“Uncle, will you please tell me something?”
“Surely, my dear, if I can,” answered my Uncle Drummond kindly, laying down his book.
“Are all the people at Abbotscliff going to Heaven?”
I really meant it, but my Uncle Drummond put on such a droll expression, and Angus laughed so much, that I woke up to see that they thought I had said something very queer. When my uncle spoke, it was not at first to me.
“Flora,” said he, “where have you taken your cousin?”
“Only into the cottages, Father, and to Monksburn,” said Flora, in a diverted tone, as if she were trying not to laugh.
“Either they must all have had their Sabbath manners on,” said my Uncle Drummond, “or else there are strange folks at Brocklebank. No, my dear; I fear not, by any means.”
“I am afraid,” said I, “we must be worse folks at Brocklebank than I thought we were. But these seem to me, Uncle, such a different kind of people—as if they were travelling on another road, and had a different end in view. Nearly all the people I see here seem to think more of what they ought to do, and at Brocklebank we think of what we like to do.”
I did not, somehow, like to say right out what I really meant—to the one set God seemed a Friend, to the other He was a Stranger.
“Do you hear, Angus, what a good character we have?” said my Uncle Drummond, smiling. “We must try to keep it, my boy.”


Although the records contain pictures, none belong in the copy: restate word for word only the lines from the one with "Find all labels, buttons, inputs, and" through the one with "extract all elements", both included.

§ RECORDS TO USE:
"""

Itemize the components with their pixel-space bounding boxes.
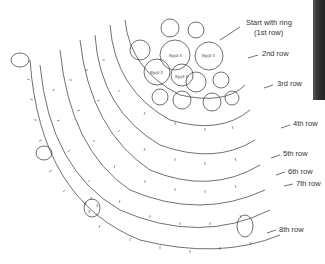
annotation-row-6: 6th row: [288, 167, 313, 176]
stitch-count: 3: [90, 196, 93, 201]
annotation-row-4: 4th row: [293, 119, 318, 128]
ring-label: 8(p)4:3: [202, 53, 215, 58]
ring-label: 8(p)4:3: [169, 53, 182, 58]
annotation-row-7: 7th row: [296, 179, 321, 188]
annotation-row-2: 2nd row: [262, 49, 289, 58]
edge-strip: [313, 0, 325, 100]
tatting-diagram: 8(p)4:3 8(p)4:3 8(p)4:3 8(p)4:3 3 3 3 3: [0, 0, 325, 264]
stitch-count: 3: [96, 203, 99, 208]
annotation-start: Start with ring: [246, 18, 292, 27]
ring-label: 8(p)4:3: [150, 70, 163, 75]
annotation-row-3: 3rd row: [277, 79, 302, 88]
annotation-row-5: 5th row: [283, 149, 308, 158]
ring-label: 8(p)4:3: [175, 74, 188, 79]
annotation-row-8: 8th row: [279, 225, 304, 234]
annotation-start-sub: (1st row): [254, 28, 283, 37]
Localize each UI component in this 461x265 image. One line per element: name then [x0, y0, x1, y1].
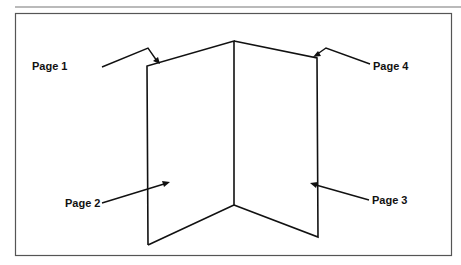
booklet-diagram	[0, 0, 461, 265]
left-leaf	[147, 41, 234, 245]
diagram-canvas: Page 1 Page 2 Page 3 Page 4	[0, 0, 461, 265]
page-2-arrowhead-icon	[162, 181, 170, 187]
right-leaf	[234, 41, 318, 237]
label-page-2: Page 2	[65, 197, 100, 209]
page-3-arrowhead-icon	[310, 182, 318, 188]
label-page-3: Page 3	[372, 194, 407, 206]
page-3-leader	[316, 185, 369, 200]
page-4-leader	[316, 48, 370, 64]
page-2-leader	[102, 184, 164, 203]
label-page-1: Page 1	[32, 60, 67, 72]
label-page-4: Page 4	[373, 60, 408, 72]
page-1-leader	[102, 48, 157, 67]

"""
"""

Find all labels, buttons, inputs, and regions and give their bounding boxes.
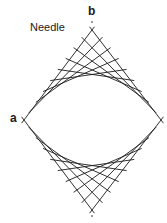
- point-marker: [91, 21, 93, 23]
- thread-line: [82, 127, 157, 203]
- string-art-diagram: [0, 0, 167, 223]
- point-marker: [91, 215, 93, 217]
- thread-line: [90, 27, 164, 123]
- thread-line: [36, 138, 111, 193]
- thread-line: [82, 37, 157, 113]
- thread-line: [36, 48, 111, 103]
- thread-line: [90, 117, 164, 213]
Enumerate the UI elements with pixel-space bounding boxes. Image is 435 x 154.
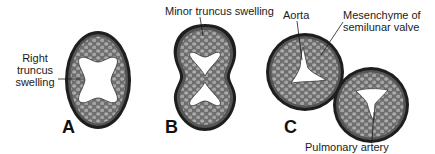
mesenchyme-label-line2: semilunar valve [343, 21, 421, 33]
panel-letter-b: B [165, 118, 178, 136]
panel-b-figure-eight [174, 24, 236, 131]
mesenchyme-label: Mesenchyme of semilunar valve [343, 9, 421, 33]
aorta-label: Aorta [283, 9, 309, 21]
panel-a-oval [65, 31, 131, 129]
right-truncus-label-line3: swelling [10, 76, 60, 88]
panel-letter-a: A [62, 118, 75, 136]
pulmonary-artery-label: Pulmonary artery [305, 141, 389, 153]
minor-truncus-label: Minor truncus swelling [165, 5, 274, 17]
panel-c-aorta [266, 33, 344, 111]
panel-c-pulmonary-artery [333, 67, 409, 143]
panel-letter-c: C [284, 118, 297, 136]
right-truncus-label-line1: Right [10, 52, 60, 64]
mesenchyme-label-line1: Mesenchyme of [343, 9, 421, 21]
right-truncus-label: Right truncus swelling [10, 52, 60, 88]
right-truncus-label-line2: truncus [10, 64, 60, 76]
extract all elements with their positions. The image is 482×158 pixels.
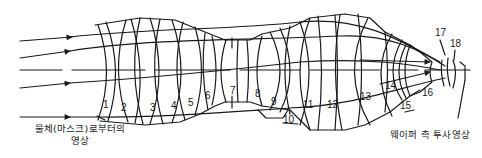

"""
"""

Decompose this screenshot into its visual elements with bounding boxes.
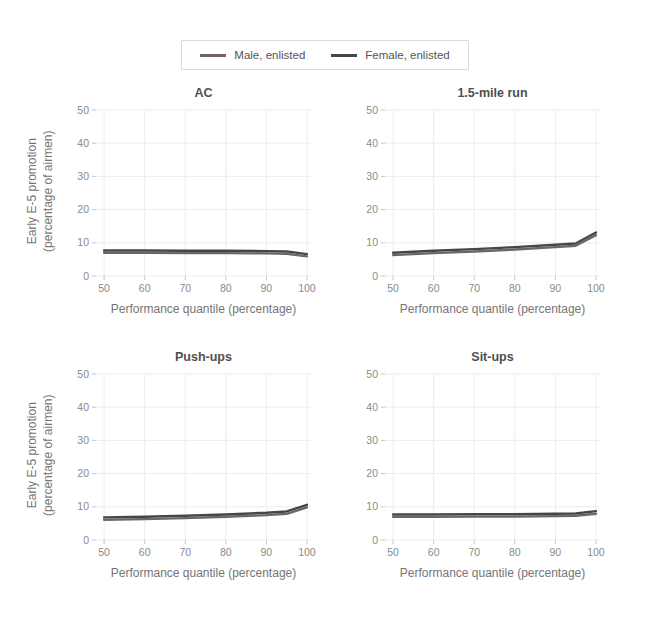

"""

§ TASK ANSWER:
Find all labels, buttons, inputs, and regions and give their bounding boxes.
- point-marker: [91, 21, 93, 23]
- thread-line: [82, 127, 157, 203]
- string-art-diagram: [0, 0, 167, 223]
- point-marker: [91, 215, 93, 217]
- thread-line: [90, 27, 164, 123]
- thread-line: [36, 138, 111, 193]
- thread-line: [82, 37, 157, 113]
- thread-line: [36, 48, 111, 103]
- thread-line: [90, 117, 164, 213]
Enumerate the UI elements with pixel-space bounding boxes. Image is 435 x 154.
mesenchyme-label-line2: semilunar valve [343, 21, 421, 33]
panel-letter-b: B [165, 118, 178, 136]
panel-b-figure-eight [174, 24, 236, 131]
mesenchyme-label: Mesenchyme of semilunar valve [343, 9, 421, 33]
aorta-label: Aorta [283, 9, 309, 21]
panel-a-oval [65, 31, 131, 129]
right-truncus-label-line3: swelling [10, 76, 60, 88]
panel-letter-a: A [62, 118, 75, 136]
pulmonary-artery-label: Pulmonary artery [305, 141, 389, 153]
minor-truncus-label: Minor truncus swelling [165, 5, 274, 17]
panel-c-aorta [266, 33, 344, 111]
panel-c-pulmonary-artery [333, 67, 409, 143]
panel-letter-c: C [284, 118, 297, 136]
right-truncus-label-line1: Right [10, 52, 60, 64]
mesenchyme-label-line1: Mesenchyme of [343, 9, 421, 21]
right-truncus-label: Right truncus swelling [10, 52, 60, 88]
right-truncus-label-line2: truncus [10, 64, 60, 76]
extract all elements with their positions. The image is 482×158 pixels.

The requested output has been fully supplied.